Illegal Marijuana Continues to Be a Problem in California Despite Legalization

Illegal marijuana continues to be a serious problem in California despite legalization.

For example, KRON 4 News out of San Francisco recently reported on 20 illegal marijuana grow houses busted in a single county. Watch that news segment below.

California created a legal framework for growing and selling marijuana in order to weaken drug cartels’ power in the state, but instead their illegal marijuana farms have grown.

Unfortunately, California isn’t alone.

Oregon was among the first states to legalize marijuana. At the time, many believed legalization would eliminate the black market and reduce drug crimes. Instead the opposite happened.

Oregon has been inundated by industrial scale marijuana cultivation sites operated illegally by organized crime and drug cartels.

Some of these marijuana operations are tied to labor trafficking and violent crime.

Authorities in Oregon reportedly seized some 105 tons of illicit marijuana last year.

It’s worth pointing out that if Arkansas had passed Issue 4 last November, our marijuana laws arguably would be more lax than Oregon’s and California’s in many ways. Fortunately, voters rejected that measure at the ballot box.

Contrary to popular belief, legalization does not decrease drug-related crime, and it does not alleviate drug abuse. If anything, it seems to make those problems worse.

Articles appearing on this website are written with the aid of Family Council’s researchers and writers.

Marijuana Sending More Kids to the ER: CDC Report

On Thursday the Centers for Disease Control released a report showing the number of children, teens, and young adults sent to the emergency room due to marijuana exposure increased from 2019 to 2022.

The report revealed that marijuana-related ER visits surged more than 200% among children under age 11 during that time.

The CDC report noted,

Among persons aged ≤10 years [10 and under], cannabis-involved ED [emergency department] visit rates during the pandemic far exceeded those preceding the pandemic; these findings are consistent with recent National Poison Data System data demonstrating that from 2017 to 2021, cases of edible cannabis ingestion among children aged <6 years increased by 1,375%, with statistically significant increases in toxicity and severity during the COVID-19 pandemic relative to those observed 2 years earlier.

The CDC’s findings track with other data that we have seen in recent months.

In December, researchers at the Oregon Health and Sciences University found poison center calls due to children exposed to marijuana rose 245% from 2000 – 2020.

Thursday’s CDC report and the OHSU study from December both highlighted the serious threat that marijuana edibles — food or candy laced with marijuana or its psychoactive chemicals like THC — pose to children.

That’s significant, because last month Pulaski County Circuit Judge Morgan “Chip” Welch issued a decision nullifying 27 laws the Arkansas Legislature has enacted since 2017 concerning so-called “medical” marijuana in the state.

The ruling struck down restrictions designed to protect children from dangerous marijuana edibles and marijuana advertising.

Without laws like those, marijuana exposure could send more children to the E.R. in Arkansas.

Articles appearing on this website are written with the aid of Family Council’s researchers and writers.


_ASSIGNMENT_:
The line with "Please detect building in the image." starts the range, and the last line of the listing ends it. Retype that range exactly, without pictures.

DATA IN THIS EXERCISE section start

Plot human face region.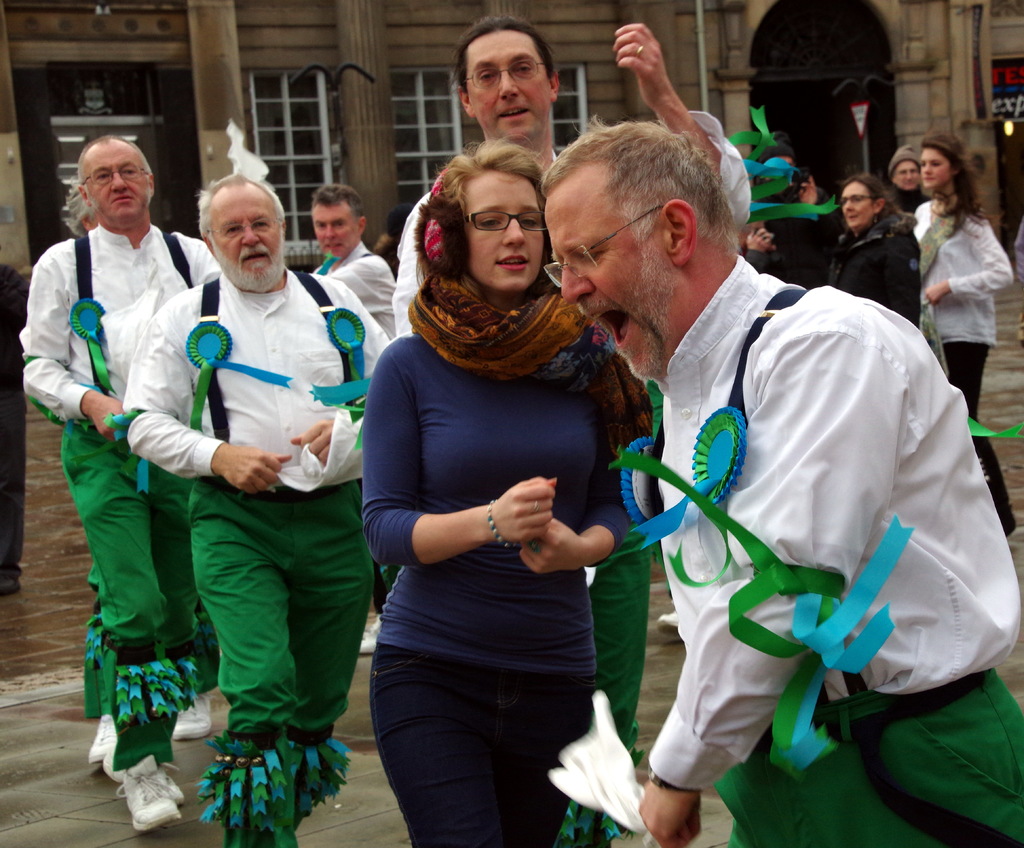
Plotted at {"x1": 209, "y1": 182, "x2": 282, "y2": 284}.
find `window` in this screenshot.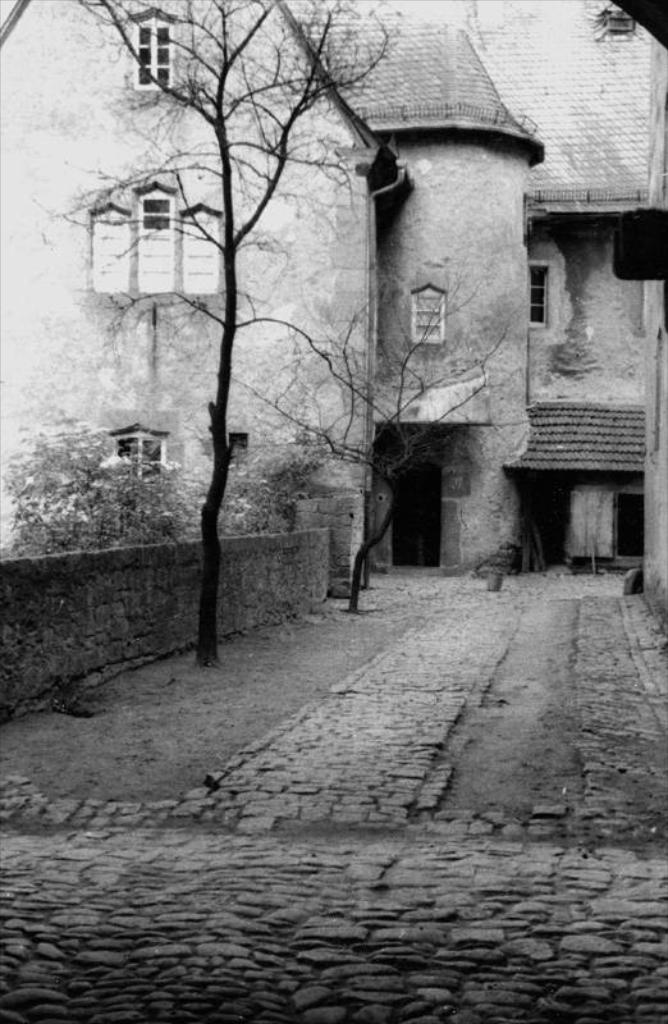
The bounding box for `window` is bbox(129, 13, 179, 91).
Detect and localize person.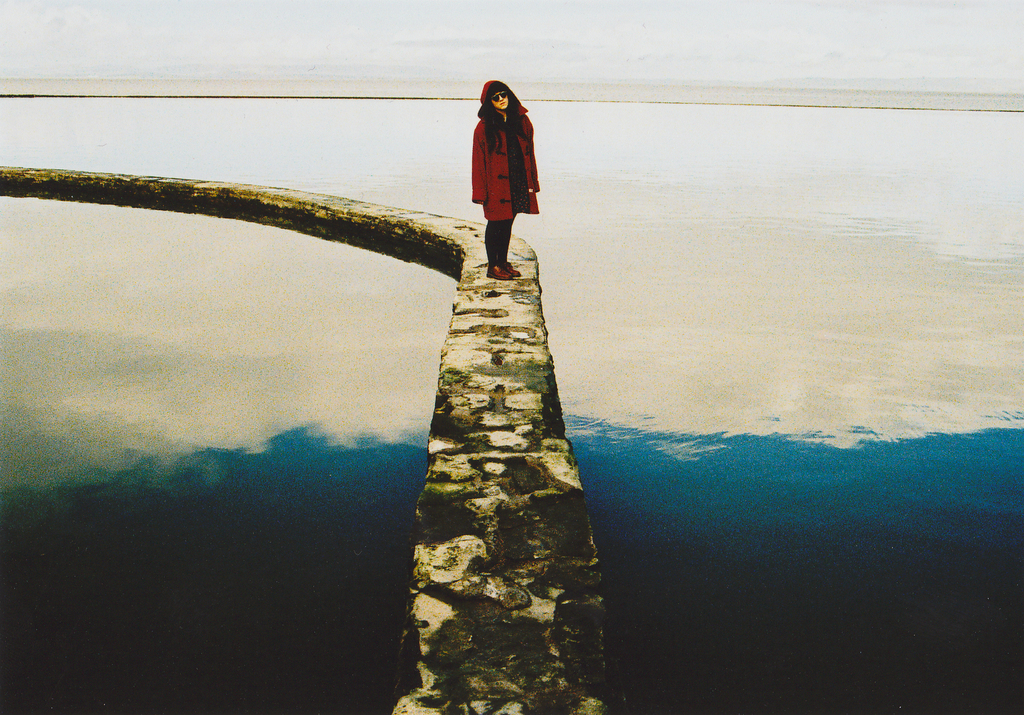
Localized at BBox(469, 78, 541, 279).
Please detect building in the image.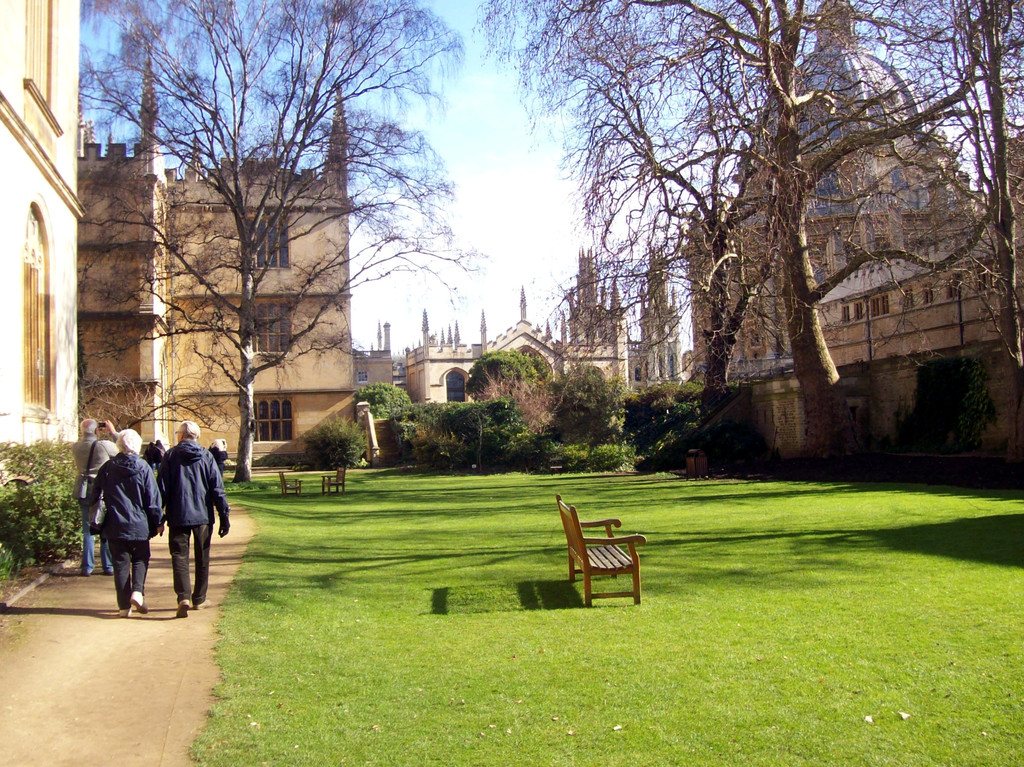
box=[0, 0, 86, 490].
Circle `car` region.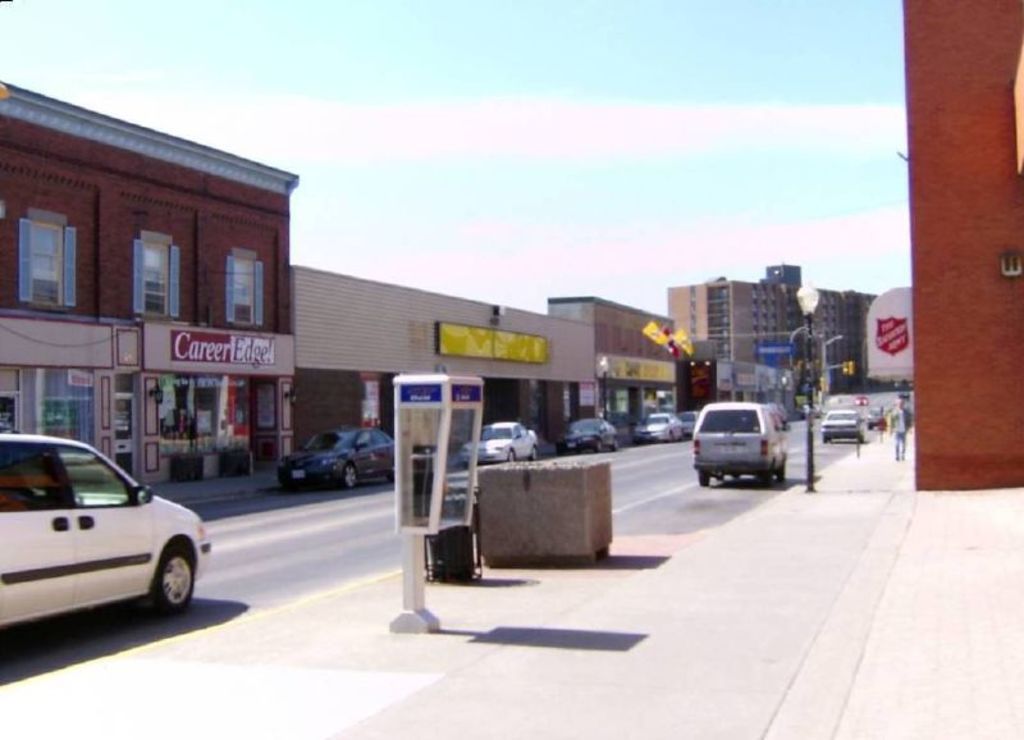
Region: [left=557, top=416, right=614, bottom=452].
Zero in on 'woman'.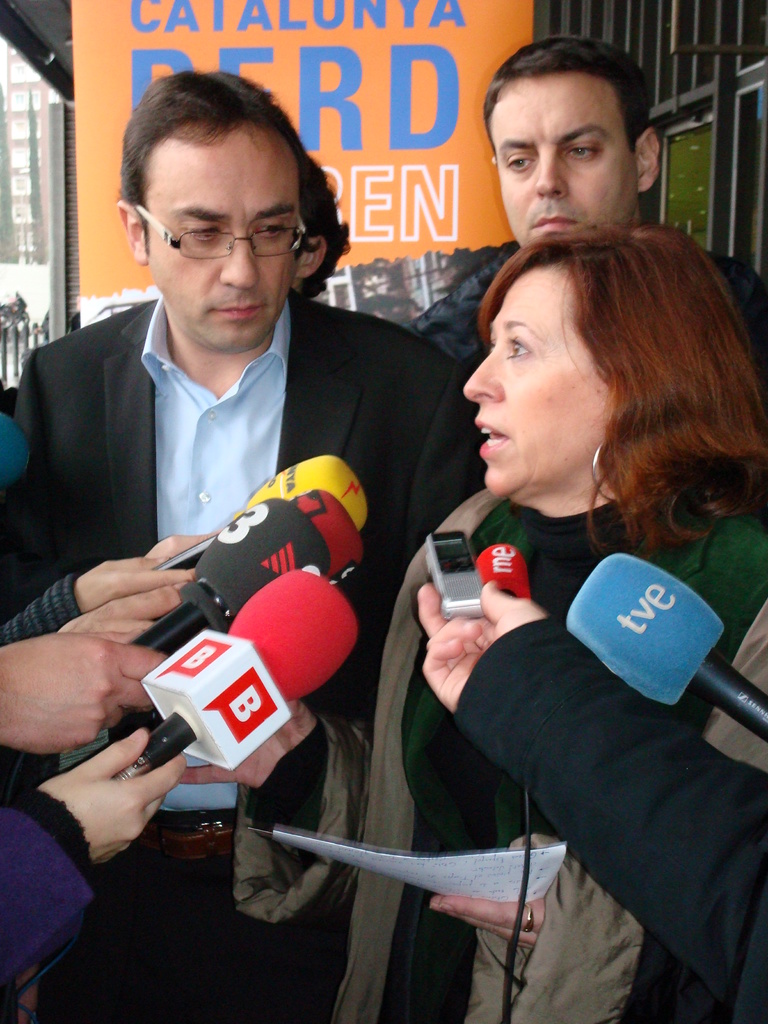
Zeroed in: <region>184, 220, 767, 1023</region>.
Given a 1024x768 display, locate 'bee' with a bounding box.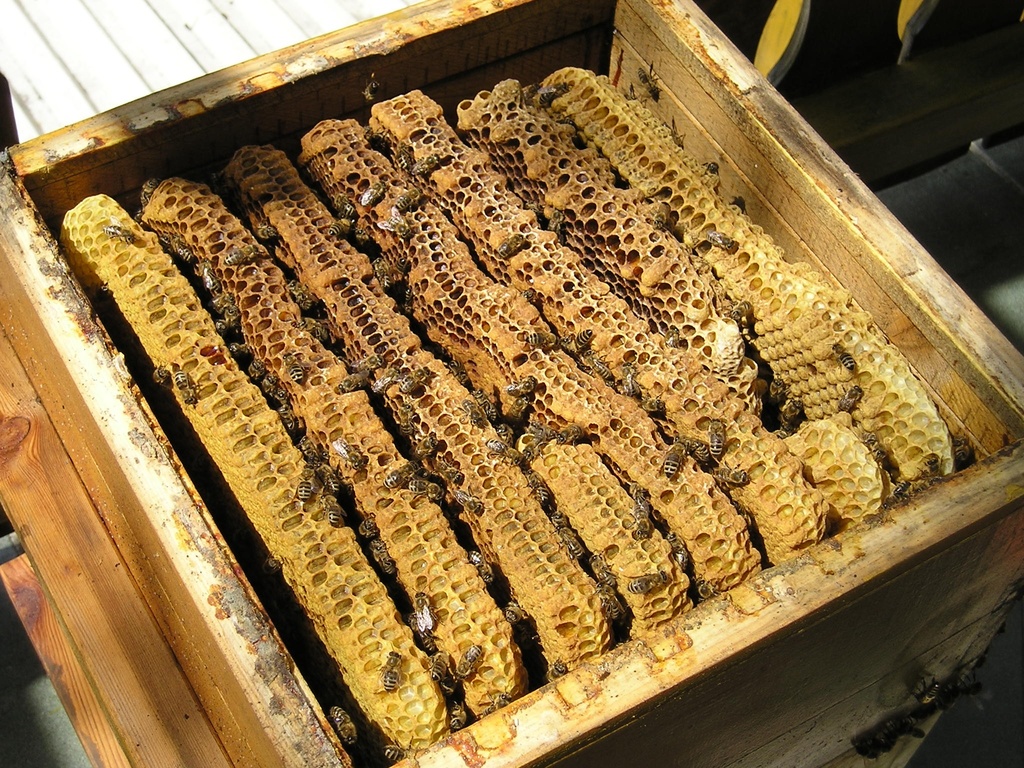
Located: (x1=655, y1=201, x2=669, y2=228).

DATA IN THIS EXERCISE section end

_COMPLETED EXERCISE_:
Please detect building in the image.
box=[0, 0, 86, 490].
Circle `car` region.
Region: [left=557, top=416, right=614, bottom=452].
Zero in on 'woman'.
Zeroed in: <region>184, 220, 767, 1023</region>.
Given a 1024x768 display, locate 'bee' with a bounding box.
Located: (x1=655, y1=201, x2=669, y2=228).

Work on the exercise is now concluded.